Wednesday, May 2, 2012

The Origin and Progress of the Academic Spring - 02 May 2012

The Origin and Progress of the Academic Spring


In case you were wondering how this current “Academic Spring” started, well, apparently it was triggered by a posting on a university mathematician’s blog in January 2012. On April 9, The Guardian newspaper published an article on this, entitled “Academic Spring: How an Angry Maths Blog Sparked a Scientific Revolution”. The article identifies Tim Gowers, a distinguished, prize-winning Cambridge mathematician as the initiator of the Elsevier boycott. Gowers received hundreds of comments on his post “Elsevier — My Part in Its Downfall”, and one of his supporters started a site for collecting the names of academic boycotters. Thousands have signed up in just a few months, and incidentally, there are two from Lebanon already, including one from AUB.
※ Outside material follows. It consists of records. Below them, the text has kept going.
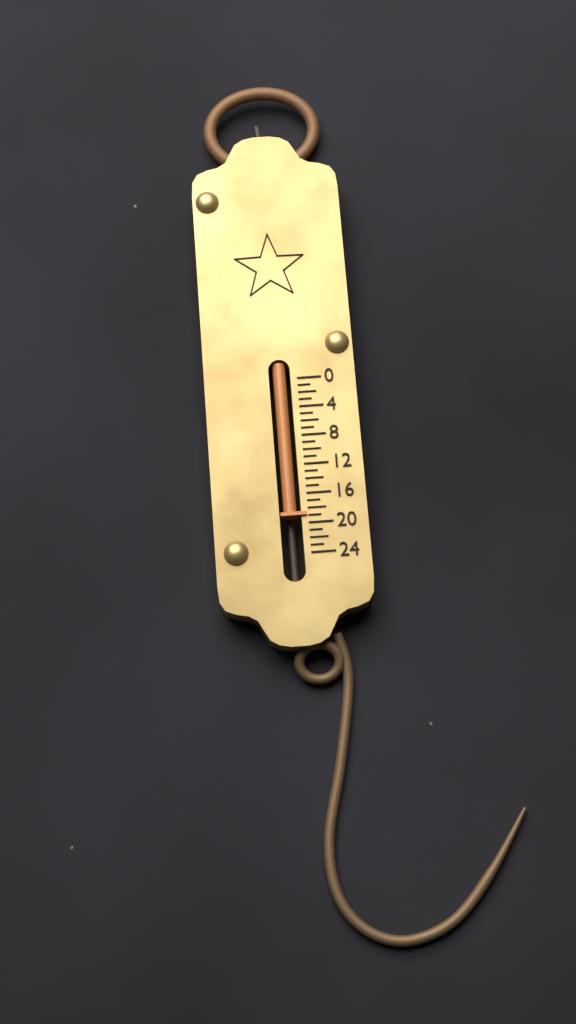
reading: 19 (no unit)
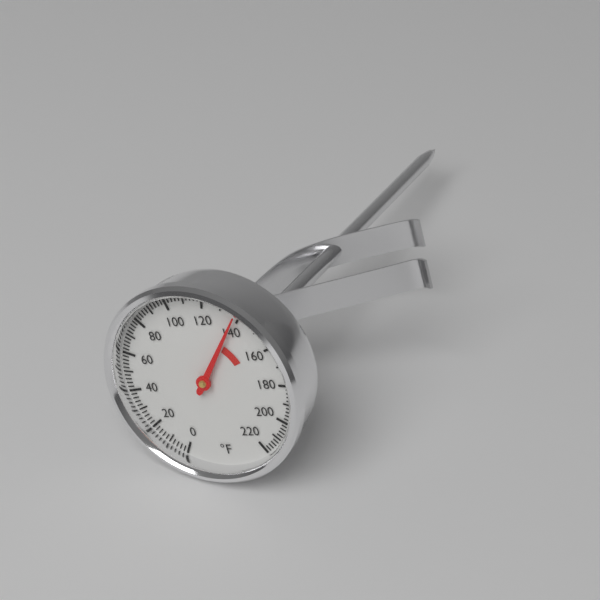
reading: 138 °F
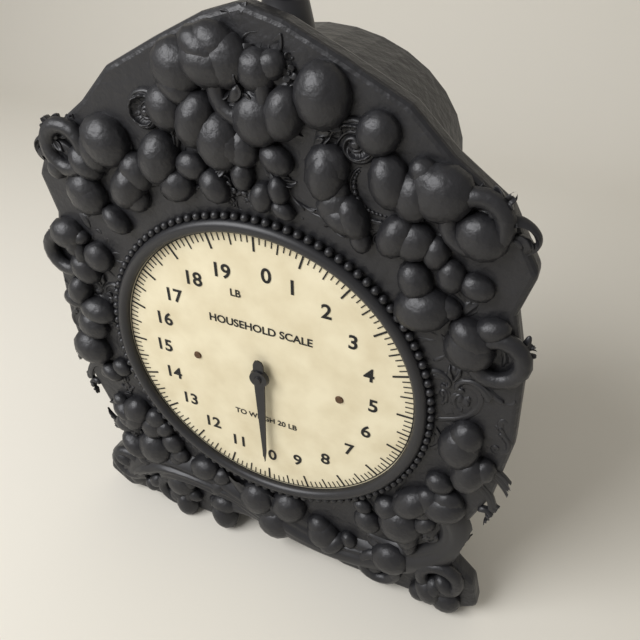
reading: 10.000 lb
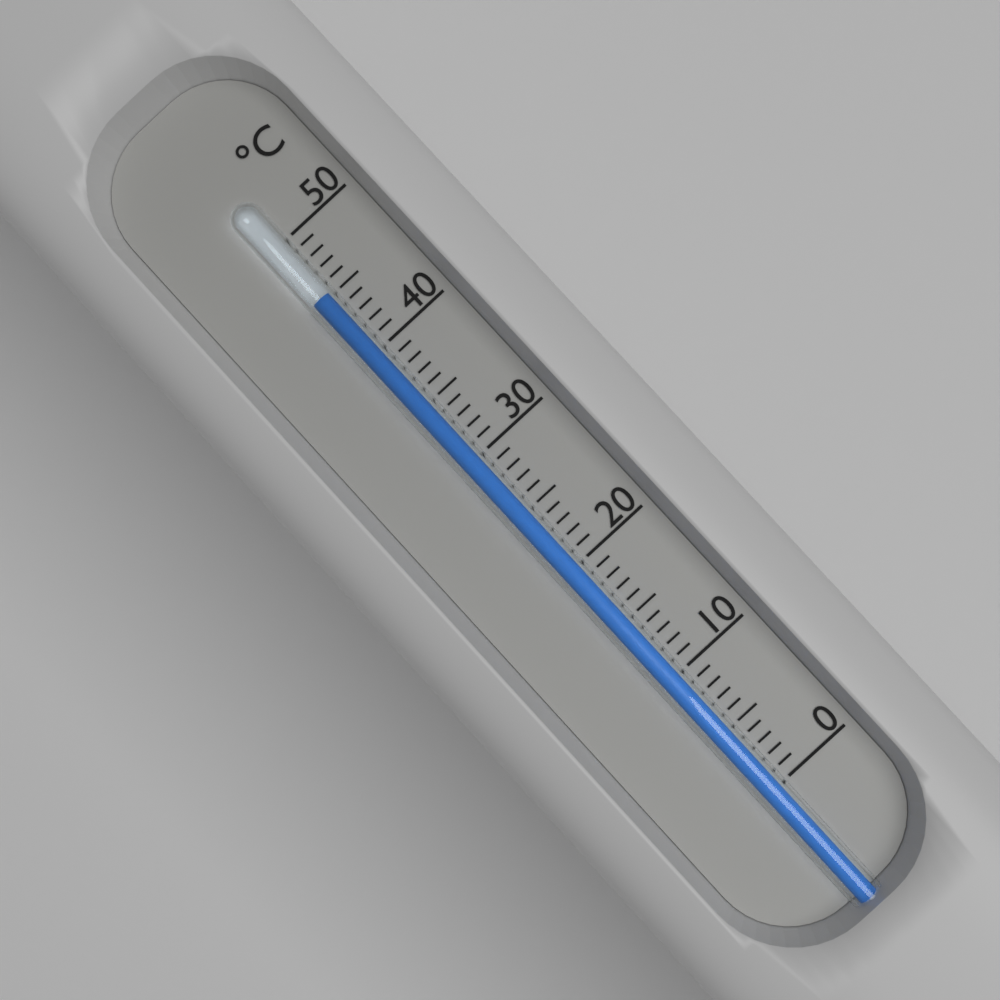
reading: 45 °C
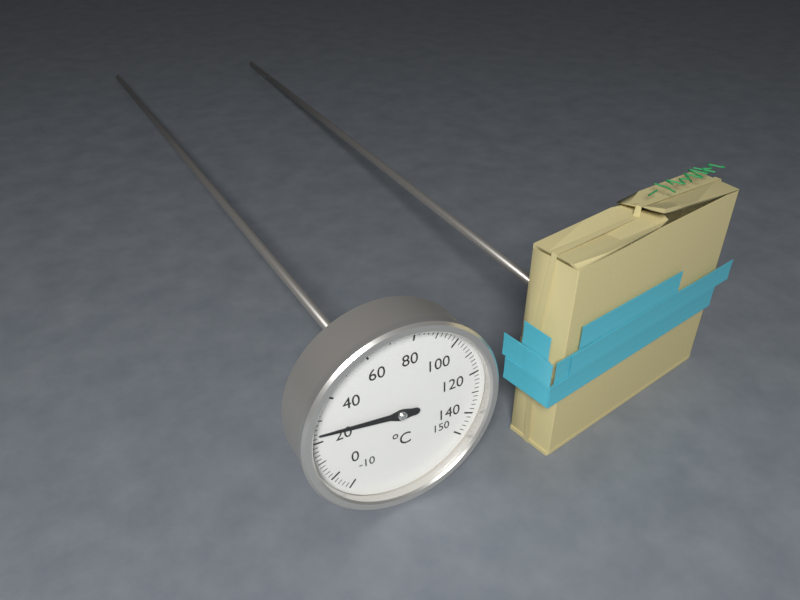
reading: 24 °C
A more recent Guardian article, dated May 1, shows British government progress on the issue of facilitating public access to research results: with the help of Jimmy Wales, all “taxpayer-funded research [will be] available for free online” (“Wikipedia Founder to Help in Government's Research Scheme”). The same article reports that Harvard University, angry at the high cost of journal subscriptions has followed suit: it has encouraged its faculty members to publish openly and “resign from publications that keep articles behind paywalls”. The article cites David Prosser, executive director of Research Libraries UK (RLUK): "Harvard has one of the richest libraries in the world. If Harvard can't afford to purchase all the journals their researchers need, what hope do the rest of us have?...There's always been a problem with this being seen as a library budget issue. The memo from Harvard makes clear that it's bigger than that. It's at the heart of education and research. If you can't get access to the literature, it hurts research."

Having attended, in 2009 and 2011, international conferences on distance, open, and e-learning, and having witnessed the enthusiasm of participants, including that of UNESCO representatives, for open access to information, I am not really surprised by the momentum building up behind the Open Access movement; the Wellcome Trust and the World Bank are now also on board.

With one eye on the Arab Spring and another on the Academic Spring, one can easily lose sight of other important issues, however. One’s inner eye must always be on the lookout for less obvious but equally worthy causes.